Book of poems may put faces on homeless
Friday, Aug. 8, 2003 | 11:10 a.m.
The poet William Carlos Williams wrote, "It is difficult to get the news from poems, yet men die miserably every day for lack of what is found there."
This week David Buer, a Franciscan friar and founder of the daytime drop-in center called Poverello House, handed a collection of poems and first-person accounts written by homeless people to the Las Vegas City Council, hoping to influence the policymaking that is often the news of the day.
Called "21st Century Street Stories," the book was compiled earlier this year at Poverello House and on the streets of Las Vegas. About 700 copies of the book, which are not for sale, were printed, Buer said.
The slim volume hit the hands of Las Vegas officials Wednesday, a day after the city was named the nation's "meanest city" to homeless people in a report by the Washington-based National Coalition for the Homeless.
On Thursday Las Vegas Mayor Oscar Goodman recited his favorite poem from the book: "Friends."
Written by a homeless man named Alan Smith, the poem spoke of "opening ... hearts/To those in need" and "Turning sorrow/Into joy."
"That's a great poem," Goodman said. "All they have to do is leave their drugs and booze behind, and we'd be glad to turn their sorrow into joy," he said.
The book's back cover says it is intended as "an antidote to the harsh policies and rhetoric that attack" the homeless. Buer gave it to Las Vegas officials -- as well as to the North Las Vegas City Council and the Clark County Commission in previous weeks -- hoping the officials would "see the suffering and ... help relieve (it)."

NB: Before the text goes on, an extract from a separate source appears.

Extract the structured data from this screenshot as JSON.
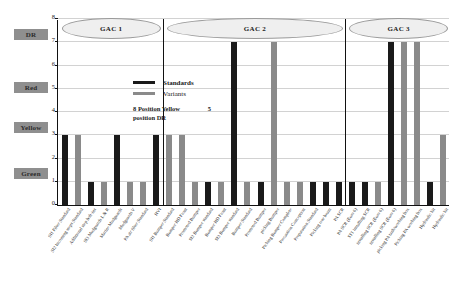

Clark County Manager Thom Reilly called the project "compelling" and said he was particularly touched by some of the accounts of men and women who are on the streets with their children.
"This reinforces that they're not a homogenous group. They're individual people with individual stories," said Reilly, who once worked with a New York nonprofit that helped homeless families.
"It's hard to read stories like this and not be moved by them," he said.
Reilly also said that poems and stories are an effective way of influencing policy, since they "highlight the struggles in this population."
North Las Vegas Councilwoman Stephanie Smith -- who serves on a regional homelessness task force Goodman chairs -- agreed.
"This book personalizes the situation," Smith said. "It shows we need to be active in preventing people from going over the edge ... and becoming homeless -- particularly families."
Goodman said he thought "some of the poems are full of pathos and deserve to be read" -- but that they didn't change his basic position on homelessness, which he said is based on helping those who want help to get off the streets and into housing.
"I can't think of a more enlightened approach," he said.
The mayor also noted that the middle section of the book differed from the rest, being a series of quotes taken from local and regional newspapers that seemed to be his, but lacked attribution.
The quotes included: "Las Vegas has a reputation as being a haven for the homeless, and I'm going to put an end to that reputation."
And, "Run them out of town like the old Wild West sheriff."
"It looks like all these quotes came from me, and there's a lot of people who would agree with me," Goodman said.
"They weren't said in secret and they were shouted out," he said.
"I'm entitled to at least a footnote in the book."